By Eulalia Benejam Cobb

Everything around here is still looking pretty sere, and if it weren\’t for the birds and the peepers and the occasional mosquito, we could still be in early March. But the sap is running in the sugar bush, and it\’s sugaring time.

In these parts, \”sugar bush\” means a stand of sugar maples, the kind that get tapped in the spring and yield Vermont\’s golden crop, maple syrup.

Driving around the frost-heave-filled roads at this time of year you can see miles of blue plastic tubing going from tree to tree, and ending in a big barrel. If you\’re lucky, you can see a sugar bush that is still being tapped the traditional way, with buckets topped with little slanted covers to keep stuff out of the sap.

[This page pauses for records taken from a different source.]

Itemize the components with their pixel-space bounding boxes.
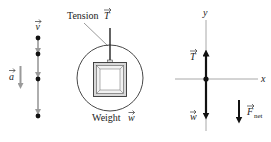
position-dot [36, 114, 41, 119]
tension-symbol: T [104, 10, 111, 21]
position-dot [36, 36, 41, 41]
weight-symbol: w [128, 112, 135, 123]
tension-vector-label: T [190, 51, 197, 62]
weight-label: Weight [92, 112, 121, 123]
free-body-diagram: y x T w F net [175, 7, 266, 131]
tension-leader-line [84, 23, 108, 46]
weight-vector-label: w [190, 111, 197, 122]
tension-label: Tension [67, 10, 99, 21]
pictorial-representation: Tension T Weight w [67, 8, 143, 123]
y-axis-label: y [202, 7, 208, 18]
net-force-subscript: net [254, 112, 263, 120]
x-axis-label: x [260, 73, 266, 84]
diagram-canvas: v a Tension T [0, 0, 271, 142]
motion-diagram: v a [9, 20, 41, 119]
hanging-box [94, 63, 127, 97]
position-dot [36, 77, 41, 82]
position-dot [36, 52, 41, 57]
particle-dot [203, 76, 208, 81]
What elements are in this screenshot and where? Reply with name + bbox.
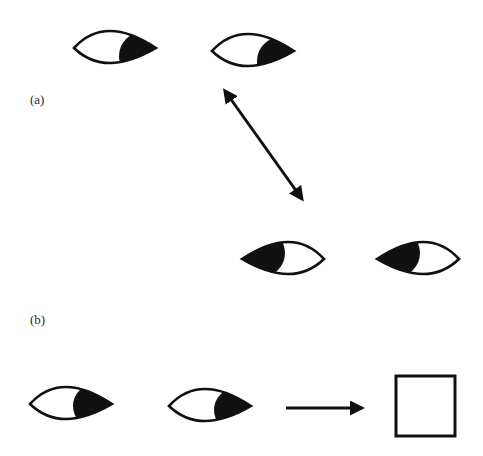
eye-icon bbox=[74, 31, 167, 80]
eye-icon bbox=[30, 384, 117, 428]
eye-icon bbox=[372, 229, 459, 277]
eye-icon bbox=[169, 388, 258, 432]
square-shape bbox=[396, 376, 455, 436]
eye-icon bbox=[237, 229, 324, 277]
eye-icon bbox=[212, 34, 305, 85]
diagram-canvas bbox=[0, 0, 483, 456]
figure: (a) (b) bbox=[0, 0, 483, 456]
double-arrow-icon bbox=[230, 98, 302, 199]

Buckets and barrels, when they are full, are carted to the \”sugar house\”–typically a little shack behind the barn. There, over days and nights of patient boiling, the sap is reduced to syrup. It takes forty gallons of sap to make a single gallon of syrup. Think of that the next time you pour the stuff on your pancakes, and be sure to thank the maple faeries who keep watch over the sugar bush.

4 Responses

  1. we buy our maple syrup up the north shore at a place called wild country. it\’s so beautiful to visit in the autumn—acres and acres and acres of blaze-orange maple trees, all entwined with that blue plastic tubing.